D. Depictions of Women

As discussed above, Orientalist ideology and fears about immigration led anti-Chinese forces to portray Asian women as sexualized and slave-like, and therefore a moral and physical threat to the nation. The statutory emphasis on the exclusion of Chinese prostitutes propagated the stereotype of Asian women as sexual objects and as slaves. These stereotypes persisted into the modern era as a result of U.S. military presence in Asia, which led to military-prostitution and further contributed to the objectification and sexualization of the Asian female body. This image of Asian women has been portrayed and perpetuated in film and other media. These stereotypes of Asian women promote the selling, buying, and possession of the Asian body.

IMBs perpetuate this stereotype by presenting Asian women as sexual and subservient. On the IMB websites, the foreign women are contrasted against American women, who are characterized as career-focused. For example, one IMB advertisement states, In the Philippines wives are very loyal house wives . . . [a] nd the Filipina believes that men must have regular sexual activity . . . . She is there, among other things, to be a provider of quality sex.

Another website touts its loving Asian girls. Yet another claims, women in Asia are brought up to be family-oriented. . . . perfectly happy to be a homemaker than to have a career. The Japanese American Citizens League expressed concerns that the advertising used by mail order bride companies reinforce[s] negative sexual and racial stereotypes of Asian women.

The IMB industry perpetuates and exploits the stereotype of Asian women as sexual and docile in an effort to entice Western men to meet and marry Asian women. The same characteristics that once made them unfit for immigration to the United States now make Asian women the ideal spouses for American men searching for a traditional relationship.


## Exercise goal:
Using the material below, print the line that contains "You are a GUI", the line that contains "Image resolution: width=950", and every line in between, exactly and nothing else.

## Information shown:

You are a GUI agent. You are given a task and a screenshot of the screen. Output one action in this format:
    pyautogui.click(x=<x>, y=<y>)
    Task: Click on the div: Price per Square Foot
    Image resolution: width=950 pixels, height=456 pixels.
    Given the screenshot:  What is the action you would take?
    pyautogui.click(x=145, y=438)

---

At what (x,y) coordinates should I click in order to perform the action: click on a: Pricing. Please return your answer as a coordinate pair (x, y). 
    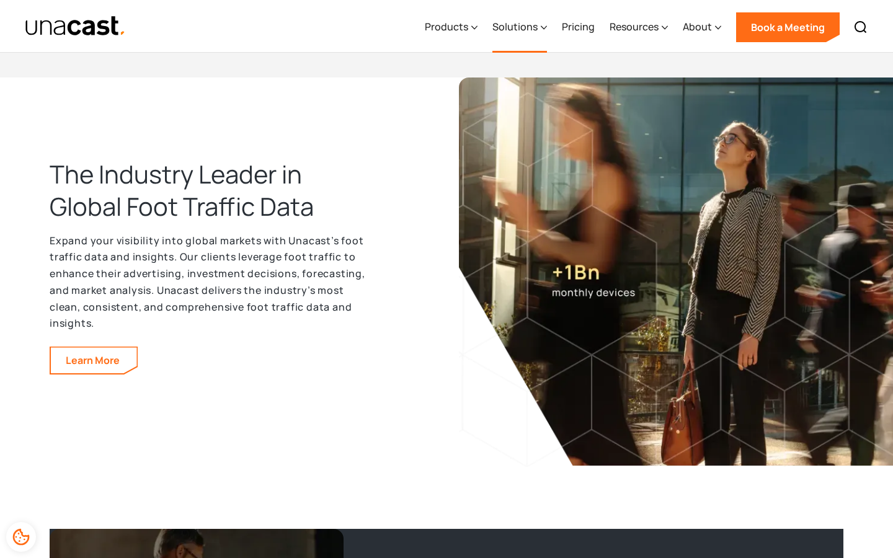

## Answer to this problem:
You are a GUI agent. You are given a task and a screenshot of the screen. Output one action in this format:
    pyautogui.click(x=<x>, y=<y>)
    Task: Click on the div: Price per Square Foot
    Image resolution: width=950 pixels, height=456 pixels.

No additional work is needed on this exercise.